Write out each entry again. Keep every word exactly as it is.

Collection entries
>>>

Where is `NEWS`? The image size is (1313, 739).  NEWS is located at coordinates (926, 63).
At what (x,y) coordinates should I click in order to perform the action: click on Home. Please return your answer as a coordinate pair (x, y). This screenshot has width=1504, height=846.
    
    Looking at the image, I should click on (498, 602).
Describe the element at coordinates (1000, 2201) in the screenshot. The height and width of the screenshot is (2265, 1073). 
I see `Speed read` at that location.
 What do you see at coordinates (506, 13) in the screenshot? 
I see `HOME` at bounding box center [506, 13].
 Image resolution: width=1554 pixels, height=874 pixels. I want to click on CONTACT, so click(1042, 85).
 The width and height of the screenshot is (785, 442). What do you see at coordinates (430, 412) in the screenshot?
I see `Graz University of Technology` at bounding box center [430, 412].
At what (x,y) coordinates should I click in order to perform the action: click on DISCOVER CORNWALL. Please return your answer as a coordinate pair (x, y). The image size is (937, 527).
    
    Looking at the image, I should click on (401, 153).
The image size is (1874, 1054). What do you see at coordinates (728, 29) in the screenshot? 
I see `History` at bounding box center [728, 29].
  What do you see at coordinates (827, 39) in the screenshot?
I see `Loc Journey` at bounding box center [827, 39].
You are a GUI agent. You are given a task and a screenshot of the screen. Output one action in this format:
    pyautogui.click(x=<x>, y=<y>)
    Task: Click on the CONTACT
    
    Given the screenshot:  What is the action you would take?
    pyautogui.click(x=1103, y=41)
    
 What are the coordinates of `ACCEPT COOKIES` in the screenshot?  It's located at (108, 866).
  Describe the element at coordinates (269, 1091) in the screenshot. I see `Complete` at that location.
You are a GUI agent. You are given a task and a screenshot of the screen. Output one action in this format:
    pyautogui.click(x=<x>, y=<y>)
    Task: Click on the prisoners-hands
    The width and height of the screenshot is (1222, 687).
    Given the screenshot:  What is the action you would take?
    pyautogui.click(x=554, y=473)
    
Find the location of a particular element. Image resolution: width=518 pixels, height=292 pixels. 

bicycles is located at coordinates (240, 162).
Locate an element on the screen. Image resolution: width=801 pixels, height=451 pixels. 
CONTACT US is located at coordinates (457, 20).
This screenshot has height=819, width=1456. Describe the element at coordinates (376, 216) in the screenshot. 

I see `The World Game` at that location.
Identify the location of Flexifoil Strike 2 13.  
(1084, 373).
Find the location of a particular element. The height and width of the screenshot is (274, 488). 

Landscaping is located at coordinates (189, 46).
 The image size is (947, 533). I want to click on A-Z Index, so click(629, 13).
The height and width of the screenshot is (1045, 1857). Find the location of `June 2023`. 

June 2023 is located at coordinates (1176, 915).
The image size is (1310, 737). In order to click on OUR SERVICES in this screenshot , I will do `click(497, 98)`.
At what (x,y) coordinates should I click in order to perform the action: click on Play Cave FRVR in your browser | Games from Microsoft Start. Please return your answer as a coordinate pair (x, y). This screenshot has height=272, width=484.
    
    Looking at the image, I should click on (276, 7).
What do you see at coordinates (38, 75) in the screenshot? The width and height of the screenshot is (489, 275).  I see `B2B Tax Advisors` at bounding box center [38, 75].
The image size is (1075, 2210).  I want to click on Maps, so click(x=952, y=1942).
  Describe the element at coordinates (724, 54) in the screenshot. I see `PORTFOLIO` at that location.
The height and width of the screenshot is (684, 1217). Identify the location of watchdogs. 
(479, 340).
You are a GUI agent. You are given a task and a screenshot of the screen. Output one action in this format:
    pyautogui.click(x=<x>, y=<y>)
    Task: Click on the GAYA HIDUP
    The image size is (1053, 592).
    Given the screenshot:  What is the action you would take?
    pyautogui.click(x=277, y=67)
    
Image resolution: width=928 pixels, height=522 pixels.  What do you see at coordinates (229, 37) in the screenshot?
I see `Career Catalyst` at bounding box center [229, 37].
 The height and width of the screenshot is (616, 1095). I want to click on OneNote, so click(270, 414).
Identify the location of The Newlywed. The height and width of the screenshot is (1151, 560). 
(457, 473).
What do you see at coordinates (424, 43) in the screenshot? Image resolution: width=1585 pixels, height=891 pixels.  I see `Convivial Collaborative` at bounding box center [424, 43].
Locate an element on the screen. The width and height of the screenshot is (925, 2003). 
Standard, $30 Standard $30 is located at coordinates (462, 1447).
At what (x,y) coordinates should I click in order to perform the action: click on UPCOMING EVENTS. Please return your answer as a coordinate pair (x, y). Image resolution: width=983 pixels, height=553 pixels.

<<<

## Your solution
Where is `NEWS`? The image size is (1313, 739).  NEWS is located at coordinates (926, 63).
At what (x,y) coordinates should I click in order to perform the action: click on Home. Please return your answer as a coordinate pair (x, y). This screenshot has width=1504, height=846.
    
    Looking at the image, I should click on (498, 602).
Describe the element at coordinates (1000, 2201) in the screenshot. The height and width of the screenshot is (2265, 1073). 
I see `Speed read` at that location.
 What do you see at coordinates (506, 13) in the screenshot? 
I see `HOME` at bounding box center [506, 13].
 Image resolution: width=1554 pixels, height=874 pixels. I want to click on CONTACT, so click(1042, 85).
 The width and height of the screenshot is (785, 442). What do you see at coordinates (430, 412) in the screenshot?
I see `Graz University of Technology` at bounding box center [430, 412].
At what (x,y) coordinates should I click in order to perform the action: click on DISCOVER CORNWALL. Please return your answer as a coordinate pair (x, y). The image size is (937, 527).
    
    Looking at the image, I should click on (401, 153).
The image size is (1874, 1054). What do you see at coordinates (728, 29) in the screenshot? 
I see `History` at bounding box center [728, 29].
  What do you see at coordinates (827, 39) in the screenshot?
I see `Loc Journey` at bounding box center [827, 39].
You are a GUI agent. You are given a task and a screenshot of the screen. Output one action in this format:
    pyautogui.click(x=<x>, y=<y>)
    Task: Click on the CONTACT
    
    Given the screenshot:  What is the action you would take?
    pyautogui.click(x=1103, y=41)
    
 What are the coordinates of `ACCEPT COOKIES` in the screenshot?  It's located at (108, 866).
  Describe the element at coordinates (269, 1091) in the screenshot. I see `Complete` at that location.
You are a GUI agent. You are given a task and a screenshot of the screen. Output one action in this format:
    pyautogui.click(x=<x>, y=<y>)
    Task: Click on the prisoners-hands
    The width and height of the screenshot is (1222, 687).
    Given the screenshot:  What is the action you would take?
    pyautogui.click(x=554, y=473)
    
Find the location of a particular element. Image resolution: width=518 pixels, height=292 pixels. 

bicycles is located at coordinates (240, 162).
Locate an element on the screen. Image resolution: width=801 pixels, height=451 pixels. 
CONTACT US is located at coordinates (457, 20).
This screenshot has height=819, width=1456. Describe the element at coordinates (376, 216) in the screenshot. 

I see `The World Game` at that location.
Identify the location of Flexifoil Strike 2 13.  
(1084, 373).
Find the location of a particular element. The height and width of the screenshot is (274, 488). 

Landscaping is located at coordinates (189, 46).
 The image size is (947, 533). I want to click on A-Z Index, so click(629, 13).
The height and width of the screenshot is (1045, 1857). Find the location of `June 2023`. 

June 2023 is located at coordinates (1176, 915).
The image size is (1310, 737). In order to click on OUR SERVICES in this screenshot , I will do `click(497, 98)`.
At what (x,y) coordinates should I click in order to perform the action: click on Play Cave FRVR in your browser | Games from Microsoft Start. Please return your answer as a coordinate pair (x, y). This screenshot has height=272, width=484.
    
    Looking at the image, I should click on (276, 7).
What do you see at coordinates (38, 75) in the screenshot? The width and height of the screenshot is (489, 275).  I see `B2B Tax Advisors` at bounding box center [38, 75].
The image size is (1075, 2210).  I want to click on Maps, so click(x=952, y=1942).
  Describe the element at coordinates (724, 54) in the screenshot. I see `PORTFOLIO` at that location.
The height and width of the screenshot is (684, 1217). Identify the location of watchdogs. 
(479, 340).
You are a GUI agent. You are given a task and a screenshot of the screen. Output one action in this format:
    pyautogui.click(x=<x>, y=<y>)
    Task: Click on the GAYA HIDUP
    The image size is (1053, 592).
    Given the screenshot:  What is the action you would take?
    pyautogui.click(x=277, y=67)
    
Image resolution: width=928 pixels, height=522 pixels.  What do you see at coordinates (229, 37) in the screenshot?
I see `Career Catalyst` at bounding box center [229, 37].
 The height and width of the screenshot is (616, 1095). I want to click on OneNote, so click(270, 414).
Identify the location of The Newlywed. The height and width of the screenshot is (1151, 560). 
(457, 473).
What do you see at coordinates (424, 43) in the screenshot? Image resolution: width=1585 pixels, height=891 pixels.  I see `Convivial Collaborative` at bounding box center [424, 43].
Locate an element on the screen. The width and height of the screenshot is (925, 2003). 
Standard, $30 Standard $30 is located at coordinates (462, 1447).
At what (x,y) coordinates should I click in order to perform the action: click on UPCOMING EVENTS. Please return your answer as a coordinate pair (x, y). Image resolution: width=983 pixels, height=553 pixels.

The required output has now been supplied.